Snow-induced trench warfare: University of Richmond style
By Jarrett Dieterle | February 24, 2010Ordinarily, I am supposed to focus on national, large-scale issues in my articles for The Collegian.
Ordinarily, I am supposed to focus on national, large-scale issues in my articles for The Collegian.
It has the largest circulation of any newspaper in America. It is consistently listed among the most widely disseminated papers in the world.
It's that time of year ? time to offer up some more green solutions for the University of Richmond's campus! From the school that brought you such startlingly popular and successful programs as Trayless Fridays and the Green Bike Program comes a new solution to help save the environment.
In 1853 Herman Melville ended his renowned short story "Bartleby, the Scrivener" with the famous line: "Ah, Bartleby!
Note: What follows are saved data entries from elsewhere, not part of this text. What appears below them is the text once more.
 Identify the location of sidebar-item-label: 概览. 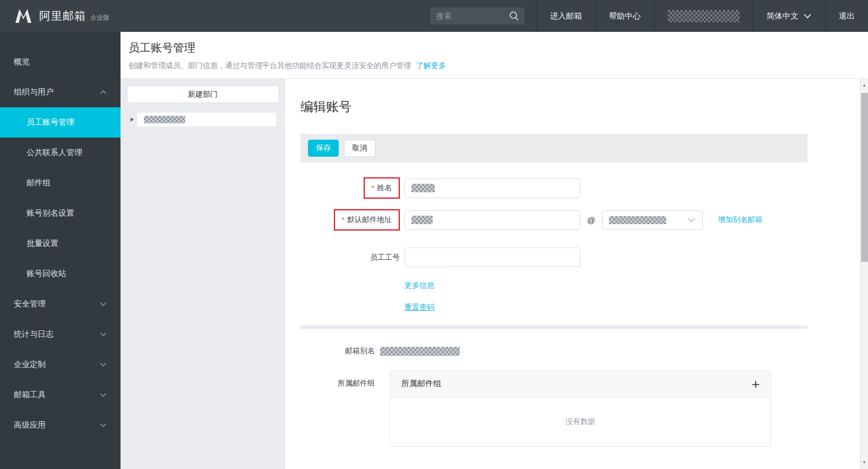
(61, 62).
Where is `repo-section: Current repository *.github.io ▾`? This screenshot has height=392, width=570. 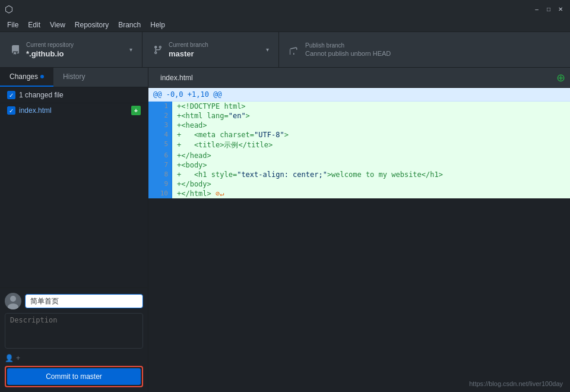 repo-section: Current repository *.github.io ▾ is located at coordinates (71, 50).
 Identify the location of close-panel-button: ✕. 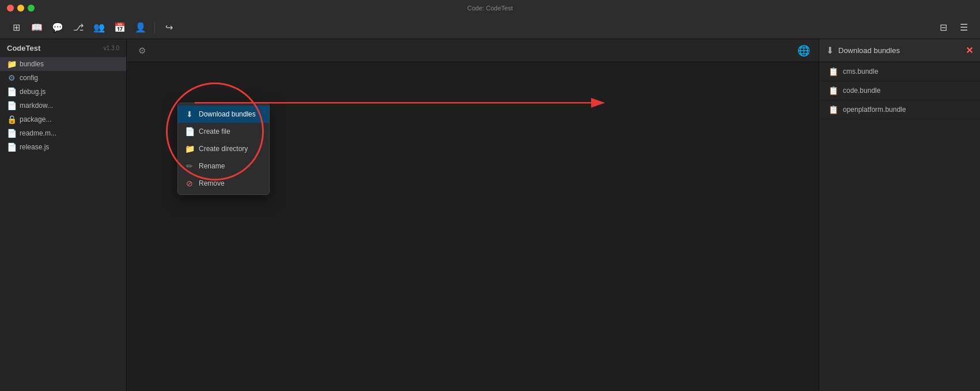
(969, 51).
The raging health care debate and infatuation with the struggling economy has given the Obama administration the opportunity to cleverly ensconce some of its other policy initiatives. For example, issues concerning green energy sources took a front-row seat during the 2008 election but were moved to a simmering backburner status when the price of oil mercifully subsided during the past year. But anyone who thinks the green movement has jumped the shark will, sooner rather than later, realize his or her belief was misplaced.
At one particularly notable point during President Obama's much-ballyhooed speech on health care last Wednesday, he said, "If you come to me with a serious set of proposals, I will be there to listen." At this point, a few Republican congressional members were quick to hold up in the air the plans they had been pushing for quite some time now with little serious acknowledgment from the Obama administration. As anyone who has read this column in the past can attest, my faith in the current Washington GOP is at a near abysmal level.
I was supposed to be writing about Health Care this week. After my rebuttal in the last issue of The Collegian, I was hoping to lay the blueprint for a conservative, free-market solution that avoided a public option.
In last week's Collegian I was unsurprised to see a timely article on America's current hot-button issue: health care.